As football season approaches, Swansea City have increased the intensity of their training schedule.
But physically challenging demands need to be met with mental rest, which is why the club installed 30 new 'Snoozeboxes' on site to help the team cope with their hectic regimes.
The sleep pods, which sat pitch-side at their Landore training ground, are innovative creations which are inflatable and big enough to fit a double bed.
The idea was that players could grab forty winks after a hardcore training session, leaving them refreshed enough to begin again afterwards.
Speaking about the snoozeboxes, which have since been returned as they were on loan, midfielder Jack Cork told the Guardian: "I tell people I'm in a sleep pod and they're like: What's that?'."
"It's just literally a door and a room with a bed in it, but I'm straight in there and straight down, otherwise I'd have to go home. I live about half an hour away and when I come back it's school traffic, so for me it's easier to get your head down in the pod."
Meanwhile Swansea's head of sport science, Jonny Northeast, revealed: "Pre-season is where the volume of work is at its highest, so it's important we try and provide the players with as many recovery strategies as we can in order to get the best out of them on the pitch."

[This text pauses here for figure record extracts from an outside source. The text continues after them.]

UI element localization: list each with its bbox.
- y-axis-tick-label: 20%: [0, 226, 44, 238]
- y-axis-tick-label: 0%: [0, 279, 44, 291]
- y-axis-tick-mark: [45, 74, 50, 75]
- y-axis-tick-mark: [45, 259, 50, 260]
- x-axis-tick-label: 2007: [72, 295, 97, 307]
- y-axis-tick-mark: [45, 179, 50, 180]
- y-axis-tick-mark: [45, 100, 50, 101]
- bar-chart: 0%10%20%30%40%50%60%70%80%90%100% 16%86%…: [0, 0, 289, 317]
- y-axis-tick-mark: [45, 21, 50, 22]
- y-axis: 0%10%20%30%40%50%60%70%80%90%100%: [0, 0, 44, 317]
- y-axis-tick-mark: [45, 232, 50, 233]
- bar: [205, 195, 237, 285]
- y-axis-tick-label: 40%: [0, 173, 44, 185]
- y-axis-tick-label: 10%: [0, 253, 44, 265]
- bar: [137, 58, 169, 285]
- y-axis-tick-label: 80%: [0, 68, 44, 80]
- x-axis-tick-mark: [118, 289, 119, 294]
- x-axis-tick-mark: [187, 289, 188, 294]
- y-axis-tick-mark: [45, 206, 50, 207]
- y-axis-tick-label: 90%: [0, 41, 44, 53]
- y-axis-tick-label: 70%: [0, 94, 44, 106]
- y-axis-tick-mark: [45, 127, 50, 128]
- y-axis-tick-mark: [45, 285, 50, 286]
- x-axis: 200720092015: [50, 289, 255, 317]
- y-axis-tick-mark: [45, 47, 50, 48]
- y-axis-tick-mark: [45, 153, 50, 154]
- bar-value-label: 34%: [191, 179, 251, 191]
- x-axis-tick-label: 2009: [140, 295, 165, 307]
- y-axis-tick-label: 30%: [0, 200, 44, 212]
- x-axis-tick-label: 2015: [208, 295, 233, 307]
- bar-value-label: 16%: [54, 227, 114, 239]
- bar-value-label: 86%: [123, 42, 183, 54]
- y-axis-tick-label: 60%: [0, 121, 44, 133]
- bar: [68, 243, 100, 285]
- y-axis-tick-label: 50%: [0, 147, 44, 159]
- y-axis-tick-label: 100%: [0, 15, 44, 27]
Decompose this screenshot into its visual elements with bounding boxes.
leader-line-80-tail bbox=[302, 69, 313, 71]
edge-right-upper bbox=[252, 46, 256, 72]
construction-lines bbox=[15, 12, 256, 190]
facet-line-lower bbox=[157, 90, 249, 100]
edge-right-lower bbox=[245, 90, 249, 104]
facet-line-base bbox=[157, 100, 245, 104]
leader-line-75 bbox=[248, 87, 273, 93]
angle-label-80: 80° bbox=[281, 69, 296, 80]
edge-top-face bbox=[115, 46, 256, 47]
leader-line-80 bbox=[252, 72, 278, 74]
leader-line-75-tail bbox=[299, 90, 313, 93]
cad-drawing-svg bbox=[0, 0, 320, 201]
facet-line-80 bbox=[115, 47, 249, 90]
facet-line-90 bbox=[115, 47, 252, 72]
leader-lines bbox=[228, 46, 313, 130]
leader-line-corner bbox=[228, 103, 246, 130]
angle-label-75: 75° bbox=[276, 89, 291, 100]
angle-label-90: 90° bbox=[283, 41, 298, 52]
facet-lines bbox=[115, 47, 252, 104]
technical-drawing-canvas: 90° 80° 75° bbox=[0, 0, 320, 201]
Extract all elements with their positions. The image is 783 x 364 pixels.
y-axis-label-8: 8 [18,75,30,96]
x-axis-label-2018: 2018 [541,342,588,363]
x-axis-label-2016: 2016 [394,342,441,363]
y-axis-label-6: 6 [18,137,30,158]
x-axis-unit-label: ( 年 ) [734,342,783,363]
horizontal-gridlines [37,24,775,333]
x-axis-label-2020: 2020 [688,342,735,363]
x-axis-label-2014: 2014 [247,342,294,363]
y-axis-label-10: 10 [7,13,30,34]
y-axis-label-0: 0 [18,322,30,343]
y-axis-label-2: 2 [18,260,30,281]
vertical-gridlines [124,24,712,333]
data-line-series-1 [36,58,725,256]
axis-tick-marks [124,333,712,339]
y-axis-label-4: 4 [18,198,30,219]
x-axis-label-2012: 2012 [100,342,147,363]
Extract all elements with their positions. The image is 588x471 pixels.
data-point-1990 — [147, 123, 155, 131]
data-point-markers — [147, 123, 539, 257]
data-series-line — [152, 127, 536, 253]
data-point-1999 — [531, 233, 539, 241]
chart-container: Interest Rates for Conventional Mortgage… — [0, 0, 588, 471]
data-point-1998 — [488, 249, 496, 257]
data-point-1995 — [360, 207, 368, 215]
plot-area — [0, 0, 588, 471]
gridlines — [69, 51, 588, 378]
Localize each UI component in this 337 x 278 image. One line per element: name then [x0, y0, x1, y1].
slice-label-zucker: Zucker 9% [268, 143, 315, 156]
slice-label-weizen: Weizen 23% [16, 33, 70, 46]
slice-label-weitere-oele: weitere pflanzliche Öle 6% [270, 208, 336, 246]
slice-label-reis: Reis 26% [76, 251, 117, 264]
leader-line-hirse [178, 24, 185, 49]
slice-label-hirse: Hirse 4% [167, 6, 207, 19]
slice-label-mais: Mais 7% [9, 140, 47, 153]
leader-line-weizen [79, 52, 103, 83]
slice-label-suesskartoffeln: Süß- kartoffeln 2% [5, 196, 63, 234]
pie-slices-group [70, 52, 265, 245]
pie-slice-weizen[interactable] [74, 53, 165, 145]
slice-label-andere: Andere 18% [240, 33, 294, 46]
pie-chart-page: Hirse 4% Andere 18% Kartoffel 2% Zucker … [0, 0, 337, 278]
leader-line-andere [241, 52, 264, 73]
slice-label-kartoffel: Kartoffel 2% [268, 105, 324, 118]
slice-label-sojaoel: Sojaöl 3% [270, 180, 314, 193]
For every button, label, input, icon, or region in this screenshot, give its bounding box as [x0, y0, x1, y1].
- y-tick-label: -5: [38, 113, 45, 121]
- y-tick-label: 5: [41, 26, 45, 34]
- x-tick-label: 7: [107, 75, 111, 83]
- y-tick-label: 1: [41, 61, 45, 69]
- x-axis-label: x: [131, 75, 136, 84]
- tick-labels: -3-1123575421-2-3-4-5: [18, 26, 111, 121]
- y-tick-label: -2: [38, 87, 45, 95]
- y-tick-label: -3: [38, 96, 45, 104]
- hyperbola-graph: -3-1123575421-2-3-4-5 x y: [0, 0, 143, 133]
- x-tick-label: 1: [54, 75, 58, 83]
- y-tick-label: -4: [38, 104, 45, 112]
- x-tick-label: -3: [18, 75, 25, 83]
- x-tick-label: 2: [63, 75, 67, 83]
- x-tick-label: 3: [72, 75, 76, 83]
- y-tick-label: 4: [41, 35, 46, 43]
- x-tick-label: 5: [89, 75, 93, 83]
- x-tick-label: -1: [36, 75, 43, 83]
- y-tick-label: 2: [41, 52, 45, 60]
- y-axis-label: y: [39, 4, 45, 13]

Andy Murray recently revealed that he was working with a closely with a sports psychiatrist in the run up to Wimbledon.
Sports psychiatry is playing an ever-growing role in helping athletes improve their mental performance when competing and football clubs such as Fulham, West Ham, Tottenham Hotspur, Sunderland and Crystal Palace have all reportedly hired therapists in the past to help players prepare for big matches.

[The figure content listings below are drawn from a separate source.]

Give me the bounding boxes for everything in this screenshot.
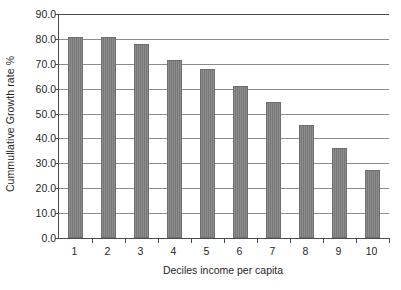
bar	[266, 102, 281, 238]
y-tick-mark	[55, 89, 59, 90]
x-tick-mark	[224, 238, 225, 243]
bar-chart-figure: Cummullative Growth rate % 0.010.020.030…	[0, 0, 401, 290]
x-tick-mark	[389, 238, 390, 243]
x-tick-mark	[257, 238, 258, 243]
x-axis-tick-labels: 12345678910	[58, 245, 388, 261]
x-tick-label: 3	[124, 245, 158, 257]
bar	[299, 125, 314, 238]
y-tick-mark	[55, 39, 59, 40]
bar	[68, 37, 83, 238]
y-tick-mark	[55, 238, 59, 239]
bar	[365, 170, 380, 238]
y-axis-title-label: Cummullative Growth rate %	[4, 56, 16, 192]
bar	[101, 37, 116, 238]
y-tick-label: 70.0	[18, 59, 56, 69]
x-tick-label: 7	[256, 245, 290, 257]
y-axis-title: Cummullative Growth rate %	[0, 0, 20, 248]
y-axis-tick-labels: 0.010.020.030.040.050.060.070.080.090.0	[18, 0, 56, 250]
y-tick-label: 10.0	[18, 208, 56, 218]
y-tick-mark	[55, 114, 59, 115]
y-tick-mark	[55, 163, 59, 164]
x-tick-mark	[92, 238, 93, 243]
y-tick-mark	[55, 138, 59, 139]
y-tick-mark	[55, 213, 59, 214]
x-tick-mark	[191, 238, 192, 243]
x-tick-mark	[125, 238, 126, 243]
x-tick-mark	[356, 238, 357, 243]
plot-area	[58, 14, 389, 239]
x-tick-label: 4	[157, 245, 191, 257]
x-tick-label: 1	[58, 245, 92, 257]
y-tick-label: 90.0	[18, 9, 56, 19]
bar	[167, 60, 182, 238]
x-tick-label: 9	[322, 245, 356, 257]
y-tick-label: 50.0	[18, 109, 56, 119]
x-tick-label: 6	[223, 245, 257, 257]
y-tick-label: 30.0	[18, 158, 56, 168]
bars-layer	[59, 14, 389, 238]
x-tick-label: 5	[190, 245, 224, 257]
x-tick-mark	[158, 238, 159, 243]
x-tick-label: 8	[289, 245, 323, 257]
x-tick-mark	[290, 238, 291, 243]
y-tick-label: 20.0	[18, 183, 56, 193]
y-tick-label: 40.0	[18, 133, 56, 143]
y-tick-label: 60.0	[18, 84, 56, 94]
bar	[233, 86, 248, 238]
y-tick-label: 0.0	[18, 233, 56, 243]
x-tick-mark	[323, 238, 324, 243]
x-tick-label: 10	[355, 245, 389, 257]
y-tick-label: 80.0	[18, 34, 56, 44]
bar	[134, 44, 149, 238]
y-tick-mark	[55, 14, 59, 15]
y-tick-mark	[55, 188, 59, 189]
bar	[200, 69, 215, 238]
bar	[332, 148, 347, 238]
x-axis-title: Deciles income per capita	[58, 264, 388, 276]
x-tick-label: 2	[91, 245, 125, 257]
y-tick-mark	[55, 64, 59, 65]
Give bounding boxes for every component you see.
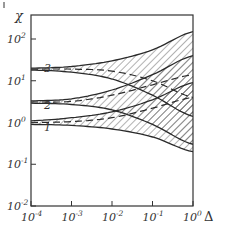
x-tick-label: 10-2: [102, 209, 124, 224]
y-tick-label: 10-1: [7, 156, 28, 171]
x-axis-label: Δ: [204, 209, 213, 224]
plot-area: [31, 32, 193, 152]
curve-label-3: 3: [44, 62, 51, 75]
x-tick-label: 100: [183, 209, 202, 224]
curve-label-1: 1: [44, 121, 51, 134]
chart: 10210110010-110-210-410-310-210-1100χΔ32…: [0, 0, 225, 233]
y-axis-label: χ: [14, 8, 24, 23]
x-tick-label: 10-4: [21, 209, 43, 224]
y-tick-label: 102: [7, 31, 26, 46]
y-tick-label: 100: [7, 115, 26, 130]
x-tick-label: 10-1: [143, 209, 164, 224]
x-tick-label: 10-3: [62, 209, 84, 224]
y-tick-label: 101: [7, 73, 26, 88]
curve-label-2: 2: [43, 99, 51, 112]
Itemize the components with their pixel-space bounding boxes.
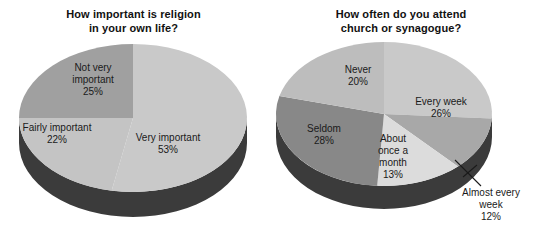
label-fairly-percent: 22% [47, 134, 67, 145]
label-very-text: Very important [136, 132, 201, 143]
label-not-very-line2: important [72, 74, 114, 85]
pie-label-almost-every-week: Almost every week 12% [462, 187, 520, 222]
pie-label-never: Never 20% [345, 64, 372, 87]
pie-top-face [19, 44, 247, 192]
label-month-line3: month [379, 157, 407, 168]
label-never-percent: 20% [348, 76, 368, 87]
pie-chart-attendance: Never 20% Every week 26% Seldom 28% Abou… [267, 0, 535, 236]
label-almost-percent: 12% [481, 211, 501, 222]
label-month-line1: About [380, 133, 406, 144]
label-month-percent: 13% [383, 169, 403, 180]
label-not-very-line1: Not very [74, 62, 111, 73]
chart-panel-religion-importance: How important is religion in your own li… [0, 0, 267, 236]
label-every-week-text: Every week [415, 96, 468, 107]
label-almost-line2: week [478, 199, 503, 210]
label-very-percent: 53% [158, 144, 178, 155]
label-every-week-percent: 26% [431, 108, 451, 119]
label-not-very-percent: 25% [83, 86, 103, 97]
pie-chart-religion: Not very important 25% Fairly important … [0, 0, 267, 236]
label-seldom-percent: 28% [314, 135, 334, 146]
label-almost-line1: Almost every [462, 187, 520, 198]
label-never-text: Never [345, 64, 372, 75]
chart-panel-attendance-frequency: How often do you attend church or synago… [267, 0, 535, 236]
label-fairly-text: Fairly important [23, 122, 92, 133]
label-month-line2: once a [378, 145, 408, 156]
label-seldom-text: Seldom [307, 123, 341, 134]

Meanwhile gold medallist Etienne Scott, is a keen advocate of meditation app Headspace.
Scott believes that there is a connection between high powered performance and a strong mind.

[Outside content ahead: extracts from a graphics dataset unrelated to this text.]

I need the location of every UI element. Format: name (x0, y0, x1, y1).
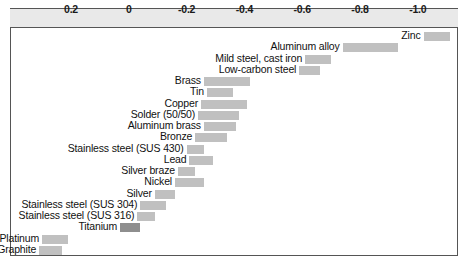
axis-tick-label-3: -0.4 (236, 3, 253, 15)
bar (207, 88, 233, 97)
bar-row: Low-carbon steel (0, 65, 470, 76)
bar-row-label: Zinc (401, 30, 423, 41)
bar-row: Copper (0, 99, 470, 110)
bar (155, 190, 175, 199)
axis-tick-label-6: -1.0 (409, 3, 426, 15)
bar (204, 122, 236, 131)
bar-row: Stainless steel (SUS 316) (0, 211, 470, 222)
bar-row: Silver braze (0, 166, 470, 177)
bar-row: Stainless steel (SUS 430) (0, 144, 470, 155)
bar-row-label: Titanium (78, 221, 120, 232)
bar-row: Solder (50/50) (0, 110, 470, 121)
bar (137, 212, 154, 221)
bar-row-label: Low-carbon steel (219, 64, 300, 75)
bar-row: Tin (0, 87, 470, 98)
bar (195, 133, 227, 142)
bar-row: Aluminum brass (0, 121, 470, 132)
bar (189, 156, 212, 165)
bar-row: Graphite (0, 245, 470, 256)
bar (305, 55, 331, 64)
bar-row-label: Graphite (0, 244, 39, 255)
bar-row: Titanium (0, 222, 470, 233)
bar-row: Platinum (0, 234, 470, 245)
bar (424, 32, 450, 41)
bar (39, 246, 62, 255)
bar (343, 43, 398, 52)
bar-row: Nickel (0, 177, 470, 188)
axis-tick-label-2: -0.2 (178, 3, 195, 15)
bar-row: Zinc (0, 31, 470, 42)
bar (140, 201, 166, 210)
galvanic-series-chart: 0.20-0.2-0.4-0.6-0.8-1.0 ZincAluminum al… (0, 0, 470, 265)
bar (201, 100, 247, 109)
bar (187, 145, 204, 154)
bar (120, 223, 140, 232)
bar (198, 111, 238, 120)
axis-tick-label-4: -0.6 (294, 3, 311, 15)
bar (204, 77, 250, 86)
bar (299, 66, 319, 75)
axis-tick-label-5: -0.8 (351, 3, 368, 15)
bar (175, 178, 204, 187)
bar-row: Lead (0, 155, 470, 166)
bar-row: Brass (0, 76, 470, 87)
axis-tick-label-0: 0.2 (64, 3, 78, 15)
bar (42, 235, 68, 244)
axis-tick-label-1: 0 (126, 3, 132, 15)
bar (178, 167, 195, 176)
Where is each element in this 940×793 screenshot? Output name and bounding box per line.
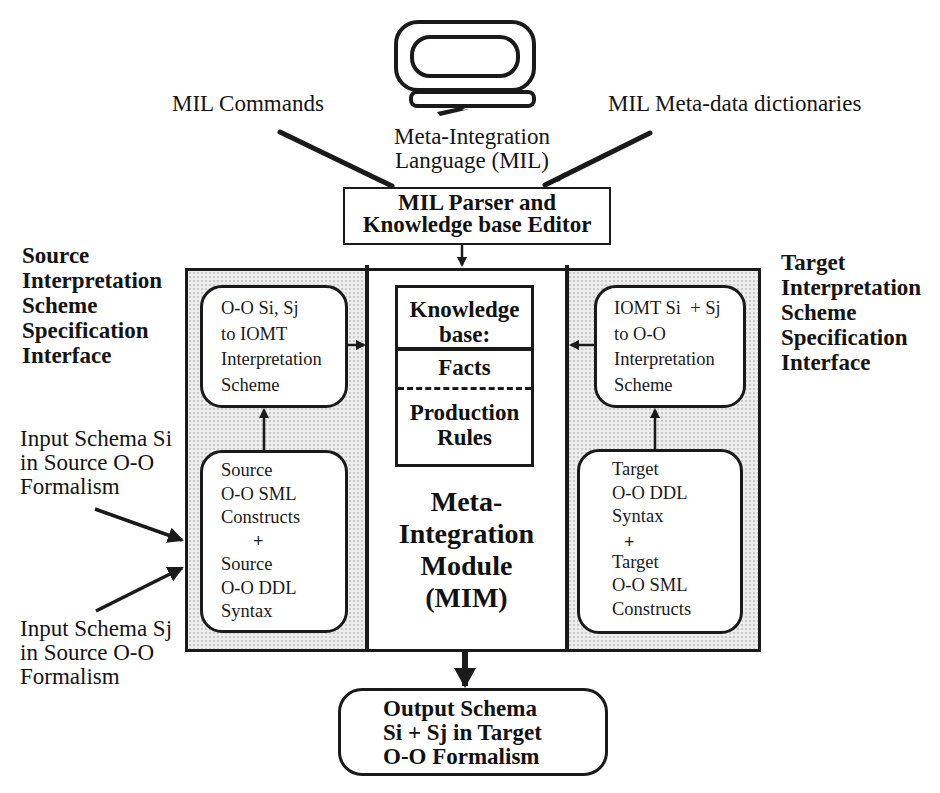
knowledge-base-title: Knowledge base: xyxy=(398,297,531,347)
source-interface-label: Source Interpretation Scheme Specificati… xyxy=(22,243,162,368)
kb-production-rules: Production Rules xyxy=(398,400,531,450)
source-constructs-box: Source O-O SML Constructs + Source O-O D… xyxy=(200,450,348,633)
mil-parser-line1: MIL Parser and xyxy=(345,192,609,214)
kb-dashed-divider xyxy=(398,387,531,390)
mil-commands-label: MIL Commands xyxy=(172,91,324,117)
mil-language-label: Meta-Integration Language (MIL) xyxy=(372,125,572,173)
knowledge-base-box: Knowledge base: Facts Production Rules xyxy=(395,285,534,467)
output-schema-box: Output Schema Si + Sj in Target O-O Form… xyxy=(338,688,608,776)
kb-solid-divider xyxy=(398,347,531,351)
source-scheme-box: O-O Si, Sj to IOMT Interpretation Scheme xyxy=(200,285,348,408)
input-sj-label: Input Schema Sj in Source O-O Formalism xyxy=(20,617,172,689)
kb-facts: Facts xyxy=(398,355,531,380)
mil-metadata-label: MIL Meta-data dictionaries xyxy=(608,91,861,117)
target-interface-label: Target Interpretation Scheme Specificati… xyxy=(781,250,921,375)
mil-parser-line2: Knowledge base Editor xyxy=(345,214,609,236)
mil-parser-box: MIL Parser and Knowledge base Editor xyxy=(343,187,611,245)
target-scheme-box: IOMT Si + Sj to O-O Interpretation Schem… xyxy=(594,285,746,408)
input-si-label: Input Schema Si in Source O-O Formalism xyxy=(20,427,172,499)
mim-label: Meta- Integration Module (MIM) xyxy=(366,486,567,614)
computer-terminal-icon xyxy=(396,22,534,116)
target-constructs-box: Target O-O DDL Syntax + Target O-O SML C… xyxy=(577,449,743,634)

Speaking to HuffPost UK Lifestyle previously, he said: "It is a complicated technical game - we’re training physically and in winter it’s very cold. But truthfully, the hardest thing to deal with is frustration and mental demands – you’re trying to understand so many different variables that are changing, from the water conditions to what your crew mate might be doing.
"Frustration is very high and it's easy to get angry - it’s a mentally demanding sport."
The slalom canoe racer added that meditation has helped him to be the best version of himself, "or at least helps me work towards who I aspire to be".
He added: "If you can accept the true version of yourself, it has a massive effect on other people."